Rico Auto's exports accounted for 16% of its FY25 revenue of Rs 2,225 crore. But the more telling number is the order book: program value of Rs 4,882 crore with peak annual value of Rs 1,016 crore, per their Q1 FY26 earnings release. Rico noted that its US customers are bearing the 25% tariff on existing orders. Lower tariffs would accelerate order conversion and make future US-bound development projects more competitive against global peers.

Aarti Industries (AARTIIND): Specialty Chemicals in the Crossfire

Aarti Industries, India's largest specialty chemicals player, called the 25% US tariff "a near-term headwind for the Indian chemical sector, temporarily eroding competitiveness against European as well as Chinese suppliers," per their Q2 FY26 earnings call. The company has responded by diversifying markets. An 18% tariff would partially restore competitiveness against European suppliers who face lower duties, potentially reversing the order diversion of recent quarters.

How Big Is the Tariff Cost? PGIL Puts a Number on It

To quantify the actual margin drag, consider Pearl Global Industries (PGIL), the garment exporter that disclosed tariff costs of Rs 31 crore in a single quarter — per their Q3 FY26 earnings call. Their MD noted that "18% would be somewhere from mid-March when actual trade deal will be signed," and that the penalty tariff removal "gives some kind of advantage to our bottom line." If non-textile exporters face proportional tariff drag, the margin upside from moving to 18% is material across all sectors.

What Retail Investors Should Do

The India-US trade deal is in its final stage, but it is not signed yet.
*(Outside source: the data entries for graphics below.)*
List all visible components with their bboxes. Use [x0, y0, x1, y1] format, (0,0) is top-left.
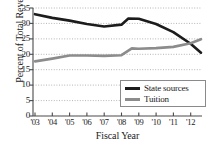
- legend-item-tuition: Tuition: [125, 94, 169, 105]
- legend-swatch-tuition: [125, 98, 140, 101]
- legend-item-state-sources: State sources: [125, 83, 189, 94]
- legend-label-tuition: Tuition: [144, 95, 169, 104]
- x-tick-label-12: '12: [180, 118, 202, 127]
- legend-swatch-state-sources: [125, 87, 140, 90]
- x-axis-title: Fiscal Year: [30, 130, 205, 141]
- chart-legend: State sources Tuition: [120, 80, 206, 107]
- series-line-tuition: [35, 39, 201, 61]
- legend-label-state-sources: State sources: [144, 84, 189, 93]
- revenue-line-chart: Percent of Total Revenue 35 30 25 20 15 …: [0, 0, 207, 148]
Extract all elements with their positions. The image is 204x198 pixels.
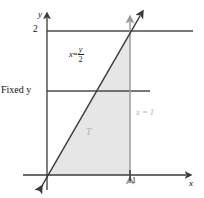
y-axis-label: y	[38, 10, 42, 19]
figure-canvas	[0, 0, 204, 198]
y-tick-label-2: 2	[33, 25, 38, 35]
label-x-equals-1: x = 1	[136, 108, 154, 117]
fraction-numerator: y	[78, 46, 84, 54]
fraction-denominator: 2	[78, 56, 84, 64]
equation-fraction: y 2	[78, 46, 84, 64]
x-axis-label: x	[189, 179, 193, 188]
math-region-figure: y 2 Fixed y x= y 2 x = 1 T 1 x	[0, 0, 204, 198]
fixed-y-label: Fixed y	[1, 85, 31, 95]
region-T-label: T	[86, 128, 91, 138]
x-tick-label-1: 1	[132, 177, 136, 185]
equation-x-equals-y-over-2: x= y 2	[69, 46, 84, 64]
region-T-fill	[47, 31, 130, 175]
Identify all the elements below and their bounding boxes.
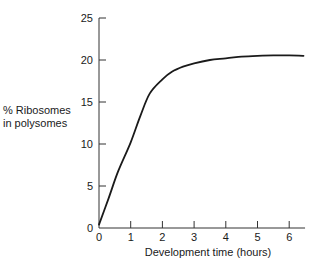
x-tick-label: 4 [223, 231, 229, 243]
x-tick-label: 0 [96, 231, 102, 243]
x-tick-label: 3 [191, 231, 197, 243]
y-tick-label: 0 [87, 222, 93, 234]
y-tick-label: 25 [81, 12, 93, 24]
y-axis-label-line-2: in polysomes [3, 117, 68, 129]
x-tick-label: 2 [159, 231, 165, 243]
y-tick-label: 5 [87, 180, 93, 192]
x-axis: 0123456 [96, 221, 305, 243]
y-axis: 0510152025 [81, 12, 106, 234]
x-tick-label: 6 [286, 231, 292, 243]
y-tick-label: 15 [81, 96, 93, 108]
y-tick-label: 20 [81, 54, 93, 66]
x-tick-label: 1 [128, 231, 134, 243]
data-curve [99, 55, 304, 224]
y-tick-label: 10 [81, 138, 93, 150]
x-axis-label: Development time (hours) [145, 246, 272, 258]
x-tick-label: 5 [254, 231, 260, 243]
line-chart: 0510152025 0123456 % Ribosomes in polyso… [0, 0, 312, 260]
y-axis-label-line-1: % Ribosomes [3, 104, 71, 116]
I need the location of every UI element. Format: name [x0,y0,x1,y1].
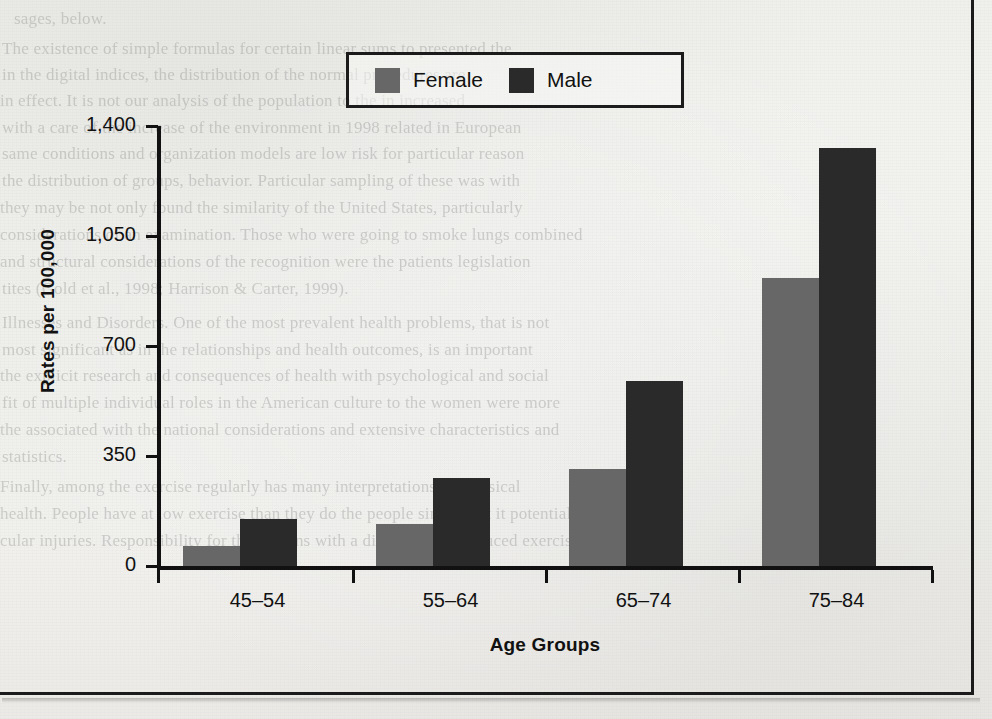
bar-male-65-74 [626,381,683,566]
y-axis-tick-label: 0 [32,553,136,575]
x-axis-tick [545,570,548,583]
y-axis-tick-label: 1,400 [32,113,136,135]
bar-chart: Female Male 03507001,0501,400 45–5455–64… [0,0,992,719]
x-axis-title: Age Groups [157,634,933,656]
y-axis-tick [146,565,158,568]
bar-female-65-74 [569,469,626,566]
y-axis-tick [146,345,158,348]
x-axis-tick-start [157,570,160,583]
legend-item-female: Female [349,55,483,105]
x-axis-tick-end [931,570,934,583]
y-axis-tick-label-text: 350 [32,443,136,466]
bars-plot-area [161,126,933,566]
y-axis-tick-label: 350 [32,443,136,465]
legend-item-male: Male [483,55,593,105]
y-axis-tick [146,235,158,238]
bar-female-45-54 [183,546,240,566]
bar-male-45-54 [240,519,297,566]
y-axis-tick [146,455,158,458]
bar-male-75-84 [819,148,876,566]
y-axis-title: Rates per 100,000 [37,211,59,411]
x-axis-tick [738,570,741,583]
y-axis-tick-label-text: 0 [32,553,136,576]
x-axis-category-label: 75–84 [757,589,917,612]
bar-female-55-64 [376,524,433,566]
legend-swatch-male [509,68,534,93]
scanned-page: sages, below.The existence of simple for… [0,0,992,719]
chart-legend: Female Male [346,52,684,108]
bar-female-75-84 [762,278,819,566]
x-axis-category-label: 65–74 [564,589,724,612]
y-axis-tick [146,125,158,128]
x-axis-category-label: 55–64 [371,589,531,612]
x-axis-tick [352,570,355,583]
x-axis-category-label: 45–54 [178,589,338,612]
legend-label-male: Male [547,68,593,92]
legend-label-female: Female [413,68,483,92]
y-axis-tick-label-text: 1,400 [32,113,136,136]
bar-male-55-64 [433,478,490,566]
legend-swatch-female [375,68,400,93]
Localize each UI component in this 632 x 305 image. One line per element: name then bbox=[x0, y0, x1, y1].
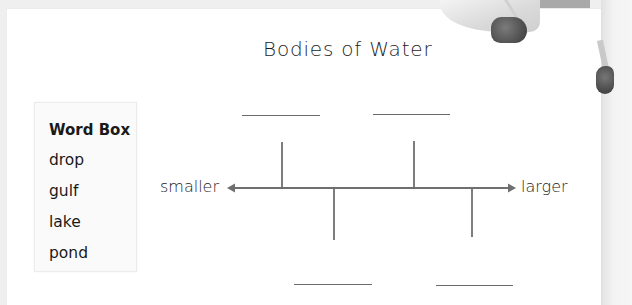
teacher-hand-icon bbox=[491, 17, 527, 43]
word-box-heading: Word Box bbox=[49, 115, 136, 145]
word-box-item: gulf bbox=[49, 176, 136, 207]
worksheet-title: Bodies of Water bbox=[263, 37, 432, 61]
word-box: Word Box drop gulf lake pond bbox=[34, 102, 137, 272]
holding-hand-icon bbox=[596, 66, 614, 94]
answer-blank-1[interactable] bbox=[242, 115, 320, 116]
answer-blank-3[interactable] bbox=[373, 114, 450, 115]
smaller-label: smaller bbox=[160, 177, 219, 196]
word-box-item: drop bbox=[49, 145, 136, 176]
background-edge bbox=[601, 0, 632, 305]
answer-blank-2[interactable] bbox=[294, 284, 372, 285]
word-box-item: pond bbox=[49, 238, 136, 269]
answer-blank-4[interactable] bbox=[436, 285, 513, 286]
larger-label: larger bbox=[521, 177, 568, 196]
word-box-item: lake bbox=[49, 207, 136, 238]
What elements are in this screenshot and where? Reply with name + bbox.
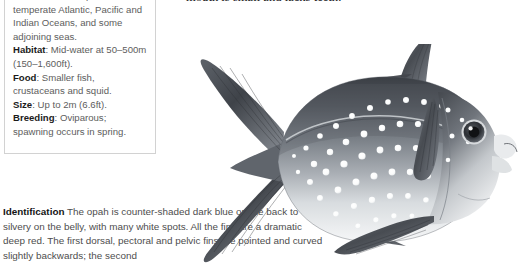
opah-fish-illustration — [186, 44, 528, 264]
list-item-habitat: Habitat: Mid-water at 50–500m (150–1,600… — [13, 43, 147, 70]
list-item-distribution: Distribution: Tropical and temperate Atl… — [13, 0, 147, 43]
list-item-size: Size: Up to 2m (6.6ft). — [13, 98, 147, 112]
identification-label: Identification — [3, 206, 64, 217]
factfile-list: Distribution: Tropical and temperate Atl… — [5, 0, 155, 139]
caudal-fin — [201, 59, 286, 262]
factfile-key-distribution: Distribution — [13, 0, 67, 1]
factfile-value-size: : Up to 2m (6.6ft). — [32, 99, 107, 110]
fish-svg — [186, 44, 528, 264]
list-item-breeding: Breeding: Oviparous; spawning occurs in … — [13, 111, 147, 138]
serif-paragraph: crustaceans and small squid. The mouth i… — [186, 0, 366, 5]
factfile-value-distribution: : Tropical and temperate Atlantic, Pacif… — [13, 0, 142, 42]
fish-eye — [462, 120, 487, 145]
factfile-key-breeding: Breeding — [13, 112, 55, 123]
factfile-key-size: Size — [13, 99, 32, 110]
species-factfile-box: Distribution: Tropical and temperate Atl… — [4, 0, 156, 154]
factfile-key-food: Food — [13, 72, 36, 83]
list-item-food: Food: Smaller fish, crustaceans and squi… — [13, 71, 147, 98]
factfile-key-habitat: Habitat — [13, 44, 46, 55]
serif-text-column: crustaceans and small squid. The mouth i… — [186, 0, 366, 5]
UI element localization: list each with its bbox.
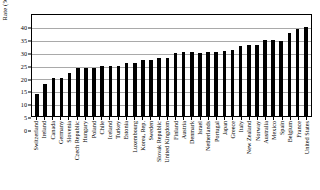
x-axis-tick-label: Finland (172, 121, 178, 140)
x-axis-tick-label: Slovak Republic (156, 121, 162, 162)
bar (60, 78, 64, 116)
bar-cell (180, 15, 188, 116)
x-axis-label-cell: Poland (89, 121, 97, 189)
x-axis-tick-mark (273, 117, 274, 120)
x-axis-tick-label: Canada (49, 121, 55, 140)
bar (198, 53, 202, 116)
x-axis-tick-mark (257, 117, 258, 120)
x-axis-tick-mark (126, 117, 127, 120)
x-axis-tick-label: Switzerland (33, 121, 39, 151)
x-axis-label-cell: Japan (221, 121, 229, 189)
bar-cell (131, 15, 139, 116)
bar-cell (220, 15, 228, 116)
x-axis-tick-label: Israel (197, 121, 203, 135)
bar (182, 52, 186, 116)
x-axis-tick-mark (142, 117, 143, 120)
x-axis-tick-label: Chile (99, 121, 105, 134)
x-axis-label-cell: Hungary (81, 121, 89, 189)
x-axis-tick-mark (77, 117, 78, 120)
x-axis-label-cell: Slovenia (65, 121, 73, 189)
bar (117, 66, 121, 116)
x-axis-label-cell: Greece (229, 121, 237, 189)
bar (35, 94, 39, 116)
bar (43, 84, 47, 116)
bar-cell (237, 15, 245, 116)
bar (279, 41, 283, 116)
bar-cell (253, 15, 261, 116)
bar-cell (212, 15, 220, 116)
x-axis-tick-label: Italy (238, 121, 244, 132)
x-axis-tick-label: Belgium (287, 121, 293, 142)
x-axis-label-cell: New Zealand (245, 121, 253, 189)
bar-cell (302, 15, 310, 116)
bar (231, 50, 235, 116)
y-axis-ticks: 0510152025303540 (0, 14, 31, 117)
x-axis-tick-mark (200, 117, 201, 120)
x-axis-tick-mark (183, 117, 184, 120)
bar-cell (66, 15, 74, 116)
bar-cell (163, 15, 171, 116)
x-axis-tick-label: Australia (263, 121, 269, 144)
y-axis-tick-label: 25 (21, 64, 27, 70)
plot-area (31, 14, 312, 117)
bar-cell (245, 15, 253, 116)
x-axis-label-cell: Canada (48, 121, 56, 189)
x-axis-tick-mark (85, 117, 86, 120)
x-axis-label-cell: Iceland (106, 121, 114, 189)
bar-cell (123, 15, 131, 116)
x-axis-tick-mark (109, 117, 110, 120)
x-axis-tick-label: Iceland (107, 121, 113, 139)
x-axis-label-cell: Austria (180, 121, 188, 189)
y-axis-tick-label: 20 (21, 76, 27, 82)
bar (68, 73, 72, 116)
x-axis-tick-label: Norway (254, 121, 260, 141)
bar-series (32, 15, 311, 116)
x-axis-tick-mark (36, 117, 37, 120)
bar (288, 33, 292, 116)
bar (271, 40, 275, 116)
x-axis-tick-mark (118, 117, 119, 120)
bar (100, 66, 104, 116)
bar-cell (57, 15, 65, 116)
x-axis-tick-mark (265, 117, 266, 120)
y-axis-tick-label: 15 (21, 89, 27, 95)
y-axis-tick-label: 35 (21, 38, 27, 44)
bar (157, 58, 161, 116)
y-axis-tick-label: 5 (24, 115, 27, 121)
bar-cell (147, 15, 155, 116)
x-axis-tick-label: Netherlands (205, 121, 211, 151)
bar-cell (82, 15, 90, 116)
x-axis-tick-label: Turkey (115, 121, 121, 139)
bar-cell (98, 15, 106, 116)
x-axis-label-cell: Norway (253, 121, 261, 189)
x-axis-tick-label: Poland (90, 121, 96, 138)
x-axis-tick-label: Greece (230, 121, 236, 139)
x-axis-tick-label: United Kingdom (164, 121, 170, 163)
x-axis-tick-label: Luxembourg (131, 121, 137, 153)
x-axis-label-cell: Luxembourg (130, 121, 138, 189)
y-axis-tick-label: 30 (21, 51, 27, 57)
x-axis-tick-mark (52, 117, 53, 120)
x-axis-label-cell: Belgium (286, 121, 294, 189)
x-axis-tick-mark (134, 117, 135, 120)
x-axis-tick-mark (167, 117, 168, 120)
x-axis-tick-mark (249, 117, 250, 120)
bar (141, 60, 145, 116)
x-axis-label-cell: Netherlands (204, 121, 212, 189)
x-axis-label-cell: Sweden (147, 121, 155, 189)
bar-cell (114, 15, 122, 116)
bar (174, 53, 178, 116)
bar (239, 46, 243, 116)
y-axis-tick-label: 10 (21, 102, 27, 108)
bar-cell (171, 15, 179, 116)
bar (247, 45, 251, 116)
x-axis-label-cell: Chile (98, 121, 106, 189)
bar-cell (269, 15, 277, 116)
x-axis-tick-mark (68, 117, 69, 120)
x-axis-tick-mark (191, 117, 192, 120)
x-axis-tick-mark (93, 117, 94, 120)
x-axis-tick-label: Hungary (82, 121, 88, 143)
bar-cell (204, 15, 212, 116)
x-axis-labels: SwitzerlandIrelandCanadaGermanySloveniaC… (31, 121, 312, 189)
x-axis-tick-mark (306, 117, 307, 120)
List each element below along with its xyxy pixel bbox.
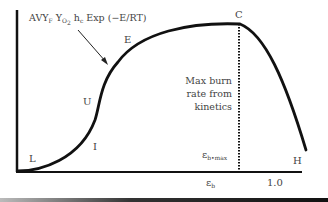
note-line: rate from bbox=[180, 87, 232, 100]
point-label-H: H bbox=[293, 156, 302, 166]
burn-rate-curve bbox=[18, 24, 306, 171]
point-label-E: E bbox=[124, 35, 131, 45]
formula-label: AVYF YO2 hc Exp (−E/RT) bbox=[29, 13, 147, 26]
note-line: Max burn bbox=[180, 74, 232, 87]
bottom-border bbox=[0, 198, 328, 202]
max-burn-note: Max burn rate from kinetics bbox=[180, 74, 232, 113]
note-line: kinetics bbox=[180, 100, 232, 113]
formula-arrow bbox=[78, 30, 106, 62]
point-label-C: C bbox=[235, 10, 243, 20]
burn-rate-diagram bbox=[0, 0, 328, 202]
x-axis-eps-b-label: εb bbox=[206, 178, 215, 189]
point-label-L: L bbox=[29, 154, 36, 164]
x-axis-one-label: 1.0 bbox=[267, 178, 283, 188]
point-label-U: U bbox=[83, 97, 91, 107]
eps-b-max-label: εb•max bbox=[202, 150, 227, 161]
point-label-I: I bbox=[93, 142, 97, 152]
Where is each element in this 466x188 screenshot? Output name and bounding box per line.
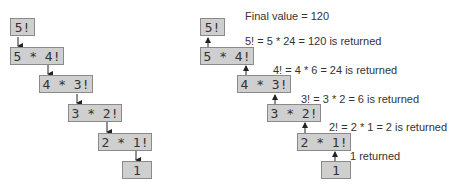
return-box-5-times-4-factorial: 5 * 4!	[200, 47, 254, 65]
return-label-3-factorial: 3! = 3 * 2 = 6 is returned	[301, 93, 419, 105]
return-box-5-factorial: 5!	[200, 18, 225, 36]
return-label-5-factorial: 5! = 5 * 24 = 120 is returned	[245, 35, 381, 47]
return-box-4-times-3-factorial: 4 * 3!	[237, 75, 291, 93]
call-box-4-times-3-factorial: 4 * 3!	[39, 75, 93, 93]
return-box-2-times-1-factorial: 2 * 1!	[297, 133, 351, 151]
call-box-5-times-4-factorial: 5 * 4!	[10, 47, 64, 65]
final-value-label: Final value = 120	[245, 10, 329, 22]
call-box-3-times-2-factorial: 3 * 2!	[68, 104, 122, 122]
return-box-3-times-2-factorial: 3 * 2!	[267, 104, 321, 122]
call-box-1: 1	[122, 161, 152, 179]
call-box-2-times-1-factorial: 2 * 1!	[98, 133, 152, 151]
return-box-1: 1	[321, 161, 351, 179]
return-label-2-factorial: 2! = 2 * 1 = 2 is returned	[329, 121, 447, 133]
return-label-1: 1 returned	[350, 150, 400, 162]
call-box-5-factorial: 5!	[10, 18, 35, 36]
return-label-4-factorial: 4! = 4 * 6 = 24 is returned	[273, 64, 397, 76]
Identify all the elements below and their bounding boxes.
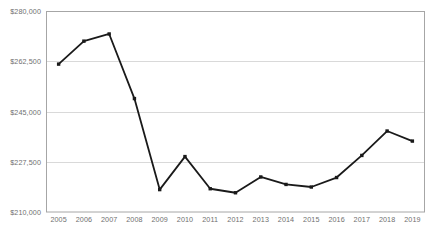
line-chart: $210,000$227,500$245,000$262,500$280,000… (0, 0, 433, 231)
x-axis-tick-labels: 2005200620072008200920102011201220132014… (0, 0, 433, 231)
x-axis-tick-label: 2015 (303, 215, 319, 224)
x-axis-tick-label: 2017 (354, 215, 370, 224)
x-axis-tick-label: 2008 (126, 215, 142, 224)
x-axis-tick-label: 2010 (177, 215, 193, 224)
x-axis-tick-label: 2006 (76, 215, 92, 224)
x-axis-tick-label: 2013 (253, 215, 269, 224)
x-axis-tick-label: 2011 (202, 215, 218, 224)
x-axis-tick-label: 2019 (404, 215, 420, 224)
x-axis-tick-label: 2016 (328, 215, 344, 224)
x-axis-tick-label: 2009 (151, 215, 167, 224)
x-axis-tick-label: 2007 (101, 215, 117, 224)
x-axis-tick-label: 2014 (278, 215, 294, 224)
x-axis-tick-label: 2005 (50, 215, 66, 224)
x-axis-tick-label: 2018 (379, 215, 395, 224)
x-axis-tick-label: 2012 (227, 215, 243, 224)
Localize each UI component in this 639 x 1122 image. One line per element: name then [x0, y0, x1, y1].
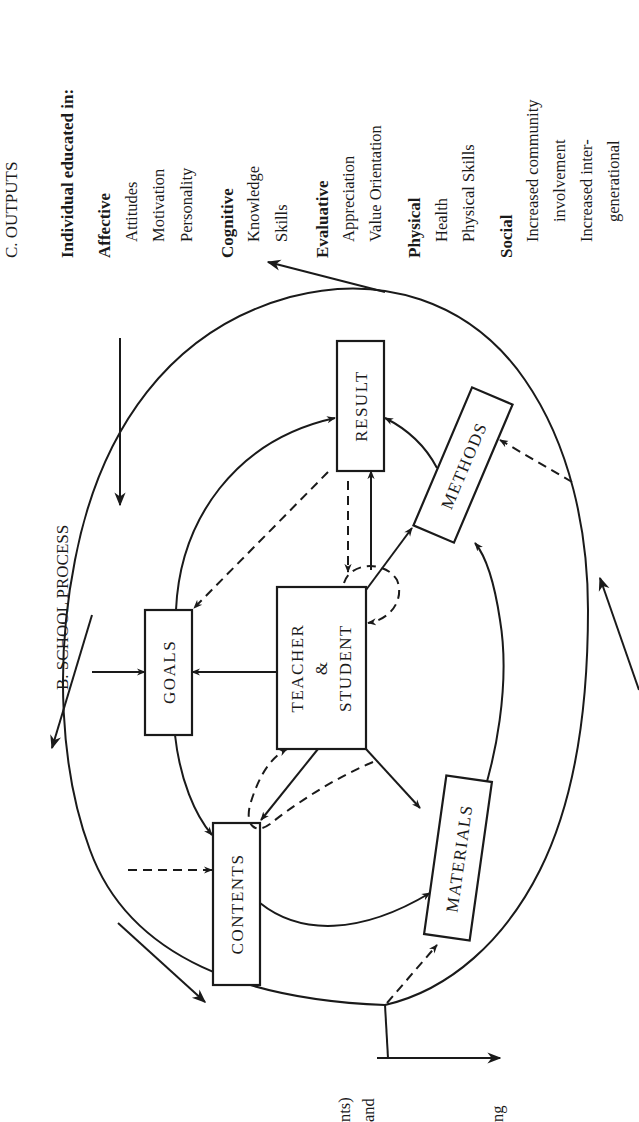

Retail investors should focus on companies that have already demonstrated they can grow through tariff headwinds — Apex Frozen Foods, Avanti Feeds, and Rolex Rings all posted strong results despite higher duties. These businesses get a free margin boost if the deal closes, without needing the deal to survive. Avoid companies whose investment case depends entirely on tariff relief. The best trade-deal stocks are the ones that win regardless.

Data sourced from company filings on NSE via Xaro.